Two or three times, Veronica, on frivolous pretexts had entered his bedroom at night; and each time, he remembered well, she was in somewhat indecent undress, which contrasted strangely with her ordinarily severe appearance.

He recalled to himself all the stories of Curés' servants who shared their masters' bed. Stories told in a whisper at certain general repasts, when the priests of the district met together at the senior's house to observe the feast of some saint or other—the great Saint Priapus perhaps—and where lively talk and sprightly stories ran merrily round the table.

And what he had taken for jokes in bad taste, and refused to believe till now, he began to understand.

For he could no longer doubt that he had set his servant's passions aflame, and he must either expose himself to her venomous tongue and incur the shame and scandal, or else appease the erotic rage of this kitchen Messalina.

He tried to drive away this horrible thought, to believe that he had been mistaken, to persuade himself that he was the dope of erroneous appearances; he wished to convince himself that he had been the victim of errors engendered by his own depravity, that he judged according to his secret sentiments; his efforts were vain; the woman's feverish eyes, her restless solicitude, her jealous rage, her incessant watching, the evidence in short was there which contradicted all his hopes to the contrary.

And then, the latest confessions regarding his predecessors: "All have acted like you, all," possessed his mind. Like him! What had they done? They also had attempted then to seduce young girls, and perhaps had consummated their infernal design. What? respectable priests, ministers of the Gospel, pastors of God's flock! Was it possible? But was not he a respectable priest and respected by all, a minister of God, a leader of the holy flock, a pastor of men, and yet….

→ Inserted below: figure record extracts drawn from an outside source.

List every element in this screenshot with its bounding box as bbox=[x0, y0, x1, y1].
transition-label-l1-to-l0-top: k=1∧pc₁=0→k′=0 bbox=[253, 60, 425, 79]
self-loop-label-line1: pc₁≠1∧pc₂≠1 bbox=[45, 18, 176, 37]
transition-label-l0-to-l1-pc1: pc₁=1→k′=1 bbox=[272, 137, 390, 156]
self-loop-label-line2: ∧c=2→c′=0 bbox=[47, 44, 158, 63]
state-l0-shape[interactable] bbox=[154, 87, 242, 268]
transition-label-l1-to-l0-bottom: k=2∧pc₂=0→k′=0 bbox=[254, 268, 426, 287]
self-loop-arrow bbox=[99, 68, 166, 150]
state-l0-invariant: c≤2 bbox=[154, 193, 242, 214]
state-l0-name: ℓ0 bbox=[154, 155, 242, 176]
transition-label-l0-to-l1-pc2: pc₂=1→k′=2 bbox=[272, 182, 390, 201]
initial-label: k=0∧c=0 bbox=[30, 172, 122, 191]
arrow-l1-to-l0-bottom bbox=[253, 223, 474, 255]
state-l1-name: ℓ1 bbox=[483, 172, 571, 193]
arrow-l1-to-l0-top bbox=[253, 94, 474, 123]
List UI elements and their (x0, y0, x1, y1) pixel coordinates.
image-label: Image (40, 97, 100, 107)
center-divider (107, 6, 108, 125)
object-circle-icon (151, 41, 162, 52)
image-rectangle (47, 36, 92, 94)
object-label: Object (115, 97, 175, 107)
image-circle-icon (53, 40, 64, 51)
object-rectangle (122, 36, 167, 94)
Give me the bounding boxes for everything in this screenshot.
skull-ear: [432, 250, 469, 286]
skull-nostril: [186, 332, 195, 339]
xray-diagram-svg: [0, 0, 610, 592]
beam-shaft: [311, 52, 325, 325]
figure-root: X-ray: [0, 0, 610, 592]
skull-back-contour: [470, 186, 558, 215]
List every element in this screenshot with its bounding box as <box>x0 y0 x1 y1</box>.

How then? where is virtue?

"Virtue," answered that voice which we have within ourselves, that voice odious to hypocrites and deceivers, which the Church calls the Devil's voice, and which is the voice of reason. Virtue? Of which do you speak, fool? Without counting the three theological, there are fifty thousand kinds of virtues. It is like happiness, institutions, reputations, religions, morals, principles: Truth on this side the mount, error on that.

There are as many kinds of virtues as there are different peoples. History swarms with virtuous people who have been so in their own way. Socrates was virtuous, and yet what strange familiarities he allowed himself with the young Alcibiades. The virtuous Brutus virtuously assassinated his father. The virtuous Elizabeth of Hungary had herself whipped by her confessor, the virtuous Conrad, and the virtuous Janicot doted on virtuous little boys; and finally Monseigneur is virtuous, but his old lady friends look down and smile when he talks of virtue.

See this priest of austere countenance and whitened hair. He too, during long years, has believed in that virtue which forms his torment. Candid and trustful, he felt the fervency of religion fill his heart from his youth. He had faith, he was filled with the spirit of charity and love. He said like the apostle: Ubi charitas et amor, Deus ibi est. And he believed that God was with him, and that alone with God he was peacefully pursuing his road. But he had counted without that troublesome guest who comes and places himself as a third between the creature and the Creator, and who, more powerful than the God of legend, quickly banishes him, for he is the principle of life and the other is the principle of death; it is the fruitful love and the other is the wasting barren love; it is present and active, while the other is inert, dumb and in the clouds of your sickly brain.